Automakers see green across their business
In 2006, Subaru of Indiana recycled 13,168 tons of materials, which ended up in such products as bicycle helmets, stuffing for beanbag chairs and road surfaces, Easterday says.
These environmental efforts
also result in financial benefits for the
company. Since the plant's reuse policies
save its suppliers the cost of buying many
new materials, those suppliers often pass
back some of those savings.
"We got kind of a green
dividend," says Easterday, "where
through an environmental project, you can
actually save money and get an immediate return
on it."
 |
| Top-down green strategy |
 |
|
| The 454,000-square-foot living roof of foliage at Ford's Dearborn Truck Plant collects and filters rainfall, protects the roof's surface and insulates the building, saving the company up to 5 percent in heating and cooling costs. |
|
|
| Photo
courtesy Ford Motor Co. |
|
|
Green profits
The financial benefit is an incentive for auto manufacturers to embrace environmental practices such as recycling and reusing materials, says Rubenstein.
"It's cheaper for them,
and (auto manufacturers are) building it into
the design process," says Rubenstein.
"Historically, a manufacturer would do
a redesign and then let the chips fall where
they may in terms of what can be salvaged
from the past model -- and the answer was
very, very little. Now, it's at the table
when the design team is getting together to
start the next generation. One of the pieces
at the table now is to use absolutely as much
as possible from the last generation."
Companies are even integrating the environment into their workplaces. Ford's Dearborn Truck Plant in Dearborn, Mich., has a living roof: 454,000 square feet of foliage that collects and filters rainfall, while also protecting the roof's surface and insulating the building from heat and cold, saving the company up to 5 percent in heating and cooling costs.
A number of environmentally
friendly procedures, including the recycling
of glass windshields, led the California Integrated
Waste Management Board in February to honor
Toyota Motor Sales USA Inc. with its "Waste
Reduction Awards Program of the Year."
Since the program began in August 2006, Toyota
has recycled 11 tons of glass windshields.
Other Toyota initiatives included the announcement
of a Think Green! program in January, with
the goal of achieving zero-landfill status
at the company's Torrance, Calif., headquarters.
According to the company, the Think Green!
program will eliminate the emission of 1,000
tons of greenhouse gases each year.
Recycling:
How far can it go?
Will there ever be a day when an entire car
can be recycled?
"Using recycled materials
and having a car be recyclable -- those are
different issues," says Erich Merkle,
an analyst with auto consulting company IRN
Inc., in Grand Rapids, Mich. But that's not
stopping industry leaders from trying. The
United States Council for Automotive Research's
Vehicle Recycling Partnership, which consists
of researchers from automakers DaimlerChrysler,
Ford Motor Co. and General Motors, is researching
ways to recycle all materials, no matter their
sources.
While automakers face more pressure to find environmentally friendly fuels than they do to use environmentally friendly materials and processes, companies such as Toyota, Subaru and Ford aren't likely to ease their efforts anytime soon.
"It's become a matter of best practices," Rubenstein says. "I can't say everyone is doing it with every model, but for the market leaders this is now well-embedded as part of their industry-leading best practices."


● **ACTION ITEM**:
Report every line from the following entries that contains the string "Last".

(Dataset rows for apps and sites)
####

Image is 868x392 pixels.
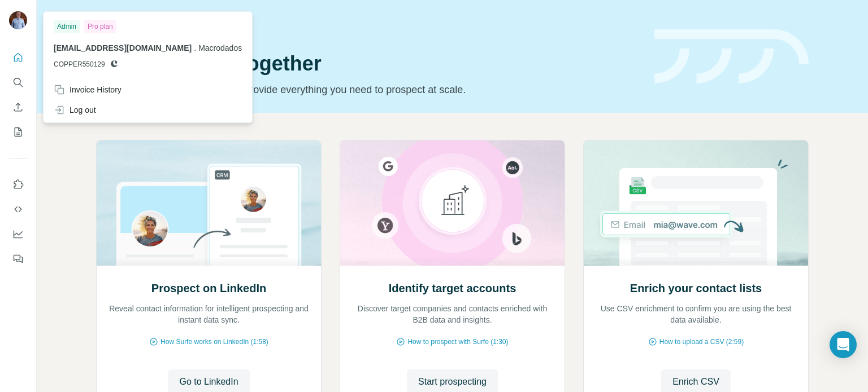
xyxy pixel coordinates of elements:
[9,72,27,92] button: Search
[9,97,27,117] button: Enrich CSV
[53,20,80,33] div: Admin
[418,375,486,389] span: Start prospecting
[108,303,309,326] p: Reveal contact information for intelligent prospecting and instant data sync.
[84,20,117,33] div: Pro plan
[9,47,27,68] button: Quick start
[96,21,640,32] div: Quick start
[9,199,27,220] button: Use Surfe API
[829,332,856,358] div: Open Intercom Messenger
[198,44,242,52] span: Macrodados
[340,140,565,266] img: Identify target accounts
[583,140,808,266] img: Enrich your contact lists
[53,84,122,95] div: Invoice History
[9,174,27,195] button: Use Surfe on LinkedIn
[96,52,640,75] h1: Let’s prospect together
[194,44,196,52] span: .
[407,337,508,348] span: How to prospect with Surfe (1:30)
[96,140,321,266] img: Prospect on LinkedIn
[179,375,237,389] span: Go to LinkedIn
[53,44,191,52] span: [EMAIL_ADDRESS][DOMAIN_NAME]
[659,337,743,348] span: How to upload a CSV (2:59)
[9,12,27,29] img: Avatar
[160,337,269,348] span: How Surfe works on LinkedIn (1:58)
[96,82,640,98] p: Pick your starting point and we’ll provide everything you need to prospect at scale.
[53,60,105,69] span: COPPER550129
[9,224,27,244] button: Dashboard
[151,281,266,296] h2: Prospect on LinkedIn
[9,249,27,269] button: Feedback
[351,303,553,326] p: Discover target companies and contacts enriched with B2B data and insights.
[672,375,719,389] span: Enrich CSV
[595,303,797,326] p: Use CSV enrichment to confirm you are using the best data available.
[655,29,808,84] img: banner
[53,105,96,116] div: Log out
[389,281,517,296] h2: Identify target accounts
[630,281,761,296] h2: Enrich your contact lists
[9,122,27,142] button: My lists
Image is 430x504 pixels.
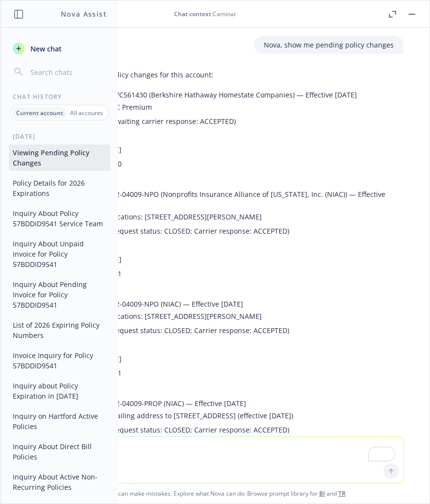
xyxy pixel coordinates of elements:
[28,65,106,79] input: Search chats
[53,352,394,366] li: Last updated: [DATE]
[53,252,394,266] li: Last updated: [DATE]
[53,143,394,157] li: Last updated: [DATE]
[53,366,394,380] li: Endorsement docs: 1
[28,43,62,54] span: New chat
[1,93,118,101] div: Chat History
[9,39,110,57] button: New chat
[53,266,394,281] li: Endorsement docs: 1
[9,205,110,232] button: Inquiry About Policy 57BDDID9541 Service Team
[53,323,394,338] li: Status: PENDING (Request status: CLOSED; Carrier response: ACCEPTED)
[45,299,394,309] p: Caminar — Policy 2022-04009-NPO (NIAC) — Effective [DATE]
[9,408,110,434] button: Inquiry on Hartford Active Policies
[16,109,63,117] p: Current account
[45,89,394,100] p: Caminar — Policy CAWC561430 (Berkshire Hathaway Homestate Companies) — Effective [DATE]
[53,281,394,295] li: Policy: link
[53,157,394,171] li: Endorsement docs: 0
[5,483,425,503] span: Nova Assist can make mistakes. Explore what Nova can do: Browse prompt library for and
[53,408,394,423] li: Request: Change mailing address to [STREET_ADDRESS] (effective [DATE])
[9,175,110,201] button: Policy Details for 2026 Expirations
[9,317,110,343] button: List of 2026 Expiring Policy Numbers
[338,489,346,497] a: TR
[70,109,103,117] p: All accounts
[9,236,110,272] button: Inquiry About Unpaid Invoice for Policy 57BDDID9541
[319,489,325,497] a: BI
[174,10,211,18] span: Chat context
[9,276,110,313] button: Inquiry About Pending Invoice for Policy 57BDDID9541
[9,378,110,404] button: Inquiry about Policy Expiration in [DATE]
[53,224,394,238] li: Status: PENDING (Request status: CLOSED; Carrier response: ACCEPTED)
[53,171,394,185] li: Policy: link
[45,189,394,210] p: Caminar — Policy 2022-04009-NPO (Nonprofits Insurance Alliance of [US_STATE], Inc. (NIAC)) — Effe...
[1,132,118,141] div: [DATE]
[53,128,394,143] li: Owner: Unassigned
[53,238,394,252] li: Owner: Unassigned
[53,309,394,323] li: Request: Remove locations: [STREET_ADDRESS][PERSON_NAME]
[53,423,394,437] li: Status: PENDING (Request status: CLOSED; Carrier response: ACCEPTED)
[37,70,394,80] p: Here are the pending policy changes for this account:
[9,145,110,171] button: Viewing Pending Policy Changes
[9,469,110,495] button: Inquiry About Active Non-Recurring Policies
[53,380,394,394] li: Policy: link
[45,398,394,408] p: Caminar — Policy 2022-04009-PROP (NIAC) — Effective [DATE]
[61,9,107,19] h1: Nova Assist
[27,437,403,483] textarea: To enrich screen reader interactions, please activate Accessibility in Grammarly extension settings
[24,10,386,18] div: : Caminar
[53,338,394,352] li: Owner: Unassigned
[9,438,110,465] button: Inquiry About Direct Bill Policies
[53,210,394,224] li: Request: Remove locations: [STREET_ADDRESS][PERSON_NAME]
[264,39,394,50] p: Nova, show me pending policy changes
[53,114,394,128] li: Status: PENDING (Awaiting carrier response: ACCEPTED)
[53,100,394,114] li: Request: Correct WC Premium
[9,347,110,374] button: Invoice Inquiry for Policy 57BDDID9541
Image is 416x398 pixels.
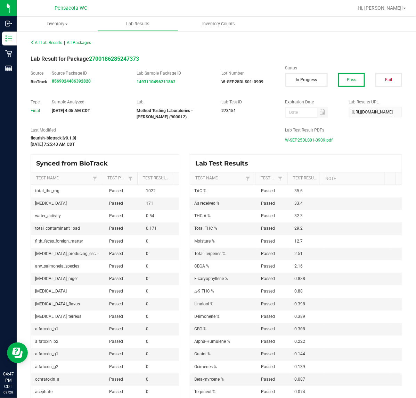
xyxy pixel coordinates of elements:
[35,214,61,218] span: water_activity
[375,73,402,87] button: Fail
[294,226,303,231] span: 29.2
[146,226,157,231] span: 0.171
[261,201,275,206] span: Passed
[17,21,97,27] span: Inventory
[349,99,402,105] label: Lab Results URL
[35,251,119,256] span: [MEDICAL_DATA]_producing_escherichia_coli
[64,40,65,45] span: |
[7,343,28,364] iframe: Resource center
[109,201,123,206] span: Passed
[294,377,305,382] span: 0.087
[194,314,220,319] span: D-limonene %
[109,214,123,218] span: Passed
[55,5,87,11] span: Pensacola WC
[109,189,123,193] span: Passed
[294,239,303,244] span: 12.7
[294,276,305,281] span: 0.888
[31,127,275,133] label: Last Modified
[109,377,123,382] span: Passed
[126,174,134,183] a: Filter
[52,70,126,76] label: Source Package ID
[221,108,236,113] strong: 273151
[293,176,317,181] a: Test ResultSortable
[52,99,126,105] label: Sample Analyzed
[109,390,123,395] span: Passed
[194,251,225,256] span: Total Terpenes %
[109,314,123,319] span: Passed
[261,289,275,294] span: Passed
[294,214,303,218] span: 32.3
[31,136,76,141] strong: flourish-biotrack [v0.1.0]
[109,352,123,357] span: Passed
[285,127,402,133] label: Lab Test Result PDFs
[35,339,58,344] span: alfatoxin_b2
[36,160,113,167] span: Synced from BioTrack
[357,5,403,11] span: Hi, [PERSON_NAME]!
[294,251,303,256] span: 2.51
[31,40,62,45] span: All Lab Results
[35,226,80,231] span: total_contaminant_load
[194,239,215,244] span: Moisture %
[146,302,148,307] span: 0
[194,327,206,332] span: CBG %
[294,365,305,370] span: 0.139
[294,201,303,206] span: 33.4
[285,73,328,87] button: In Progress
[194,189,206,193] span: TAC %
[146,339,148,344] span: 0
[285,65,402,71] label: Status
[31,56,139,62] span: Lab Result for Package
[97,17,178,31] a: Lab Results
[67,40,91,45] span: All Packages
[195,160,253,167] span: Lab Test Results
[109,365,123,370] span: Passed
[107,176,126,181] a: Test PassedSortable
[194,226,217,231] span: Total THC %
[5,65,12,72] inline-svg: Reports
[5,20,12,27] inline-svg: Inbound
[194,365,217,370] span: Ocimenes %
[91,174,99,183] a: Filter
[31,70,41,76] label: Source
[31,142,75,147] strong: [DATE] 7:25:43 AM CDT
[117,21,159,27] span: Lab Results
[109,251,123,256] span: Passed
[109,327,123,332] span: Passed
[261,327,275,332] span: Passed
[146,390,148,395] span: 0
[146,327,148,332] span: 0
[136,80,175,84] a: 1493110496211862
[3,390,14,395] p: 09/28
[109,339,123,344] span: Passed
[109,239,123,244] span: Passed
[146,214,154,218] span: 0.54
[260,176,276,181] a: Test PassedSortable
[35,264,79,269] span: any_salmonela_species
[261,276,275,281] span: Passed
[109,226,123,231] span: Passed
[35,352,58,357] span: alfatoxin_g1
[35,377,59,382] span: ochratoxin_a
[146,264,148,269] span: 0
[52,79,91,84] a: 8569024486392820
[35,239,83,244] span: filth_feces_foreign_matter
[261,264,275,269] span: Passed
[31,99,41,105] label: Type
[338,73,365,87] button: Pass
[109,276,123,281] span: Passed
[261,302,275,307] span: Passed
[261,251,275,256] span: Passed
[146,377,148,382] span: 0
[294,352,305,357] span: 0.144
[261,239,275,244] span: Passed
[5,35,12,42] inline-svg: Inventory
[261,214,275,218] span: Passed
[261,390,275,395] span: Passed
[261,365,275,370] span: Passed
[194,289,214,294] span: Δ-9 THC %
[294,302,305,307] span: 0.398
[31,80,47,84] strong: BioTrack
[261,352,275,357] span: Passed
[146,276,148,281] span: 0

####

● **WRITTEN RESPONSE**:
[53,352,394,366] li: Last updated: [DATE]
[53,252,394,266] li: Last updated: [DATE]
[53,143,394,157] li: Last updated: [DATE]
[31,127,275,133] label: Last Modified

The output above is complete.